Eleven more people linked to Iowa gambling operations join lawsuit


DES MOINES, Iowa — Ten more Iowa and Iowa State athletes and an Iowa basketball equipment manager caught in a 2023 statewide gambling raid joined a civil lawsuit Tuesday seeking unspecified monetary damages from the state and its law enforcement and criminal investigation agencies for violating the athletes' rights and tarnishing their reputations.

A federal judge has granted a motion allowing the 11 new plaintiffs to intervene in the lawsuit, which was filed in April by Des Moines attorneys Van Plumb and Matthew Boles on behalf of 26 current or former Iowa and ISU athletes.

Texas-based attorneys Grant Gerleman and James Roberts and Iowa-based Chris Sandy represent the 11 who joined the suit, bringing the number of plaintiffs to 37.

“Matt Boles and I are very excited to join forces with them as the old saying is true: in numbers there is strength,” Plumb said.

Most of the athletes who faced criminal charges related to the 2023 investigation agreed to plead guilty to underage gambling and pay a fine, and in exchange had an identity theft charge dismissed.

But Iowa State football players Isaiah Lee, Jirehl Brock and Enyi Uwazurike and wrestler Paniro Johnson did not accept plea deals and had all charges against them dropped in March because the Criminal Investigation Division was found to have misused tracking software that detected mobile gambling apps open on cellphones at ISU athletic facilities.

The civil suit alleges that the investigators' misconduct violated the athletes' Fourth and Fourteenth Amendment rights and caused them pain, suffering, mental anguish, humiliation and damage to their personal reputations.

The suit alleged that investigators specifically violated her constitutional rights to be free from warrantless searches and unreasonable seizures and that investigators did not receive adequate training from the state, particularly in the proper use of Kibana tracking software produced by Canada-based GeoComply.

Athletes are prohibited from betting on any NCAA-sponsored sport. Most of the athletes involved were found to have registered their mobile betting accounts under a different name to avoid detection, usually that of a family member.

The investigation resulted in the loss of NCAA eligibility as well as criminal charges.

The new plaintiffs are ISU wrestlers Samuel Schuyler, Carter Schmidt, Nathan Schon, Drew Woodley and Johnson; ISU football players Terry Roberts and Jeremiah “Trey” Mathis III; ISU track athlete Cameron “Cam” Jones; Iowa wrestlers Brennan Swafford and Corey Cabanban; and Iowa basketball equipment manager Evan Schuster.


## What is being asked
In the records below, find the line containing "Find the location of a particular element." and print it and every line after it exactly, through the end. Skip pictures.

════════

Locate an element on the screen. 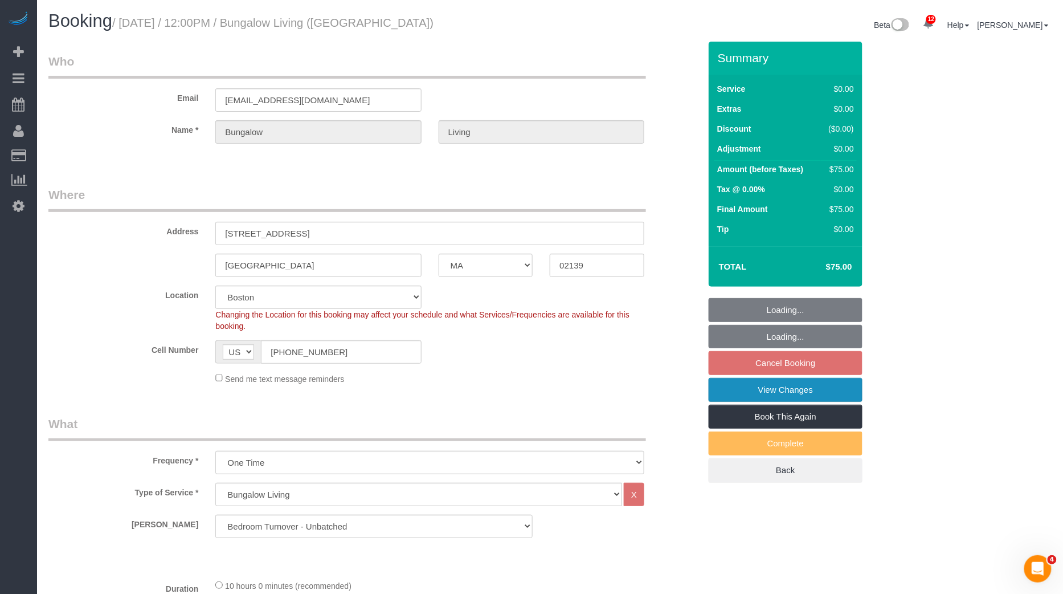 This screenshot has height=594, width=1063. img: New interface is located at coordinates (900, 26).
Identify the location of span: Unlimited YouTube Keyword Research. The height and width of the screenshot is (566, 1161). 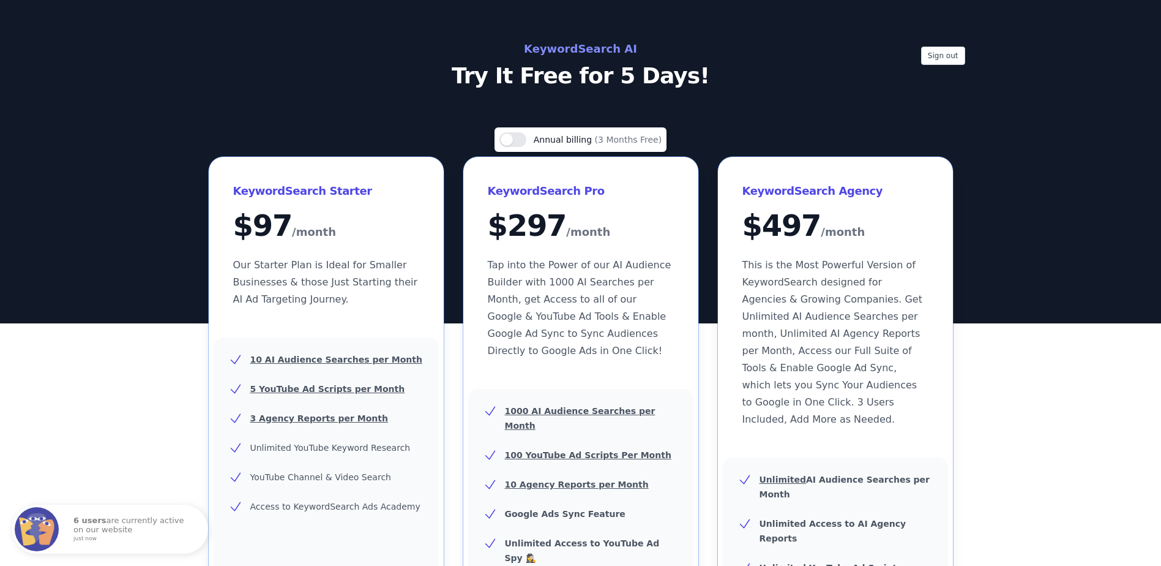
(331, 448).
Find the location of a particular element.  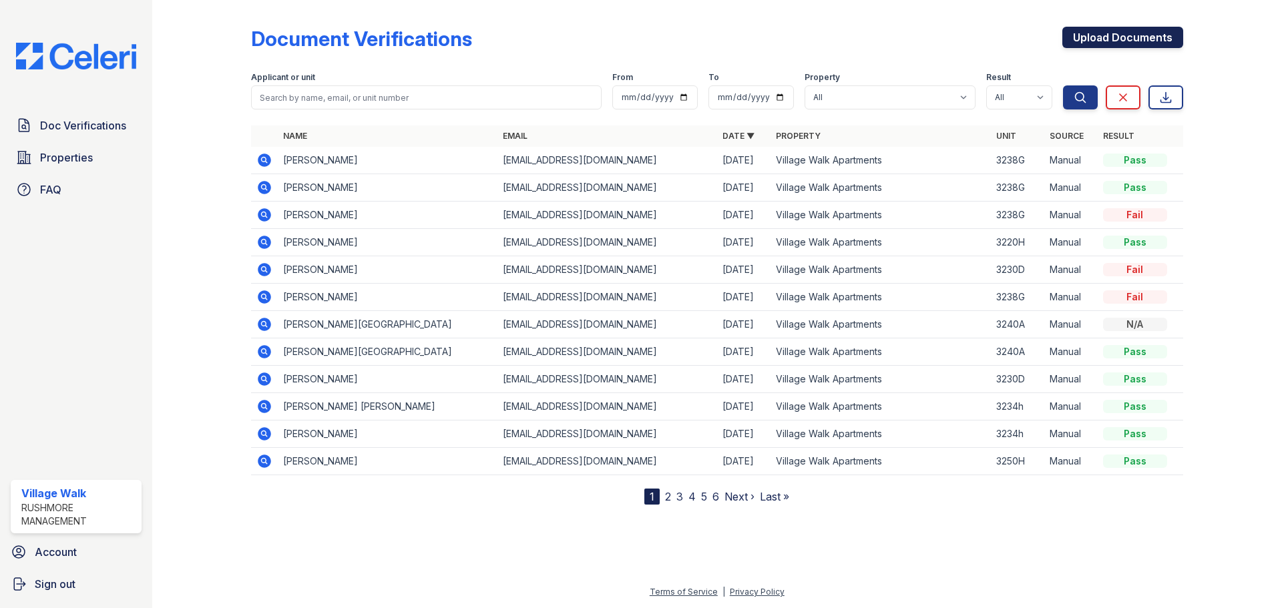

div: N/A is located at coordinates (1135, 324).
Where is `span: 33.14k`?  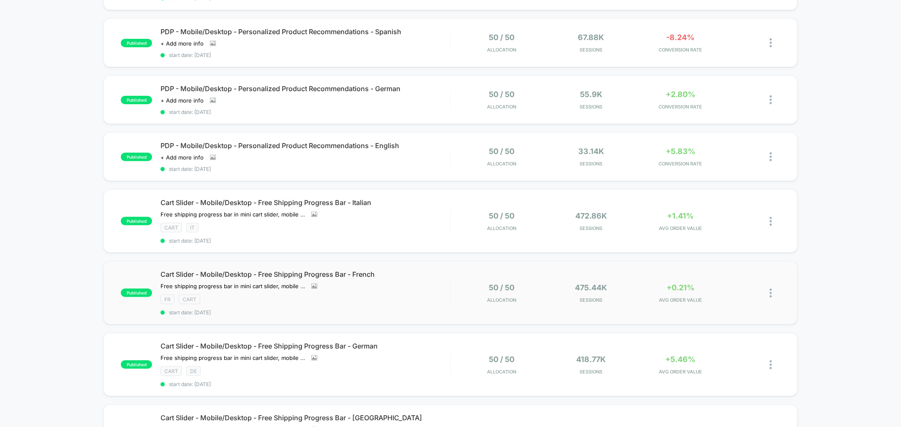
span: 33.14k is located at coordinates (591, 151).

════════

## Exercise output
Find the location of a particular element.  

div: N/A is located at coordinates (1135, 324).
Where is `span: 33.14k`?  
span: 33.14k is located at coordinates (591, 151).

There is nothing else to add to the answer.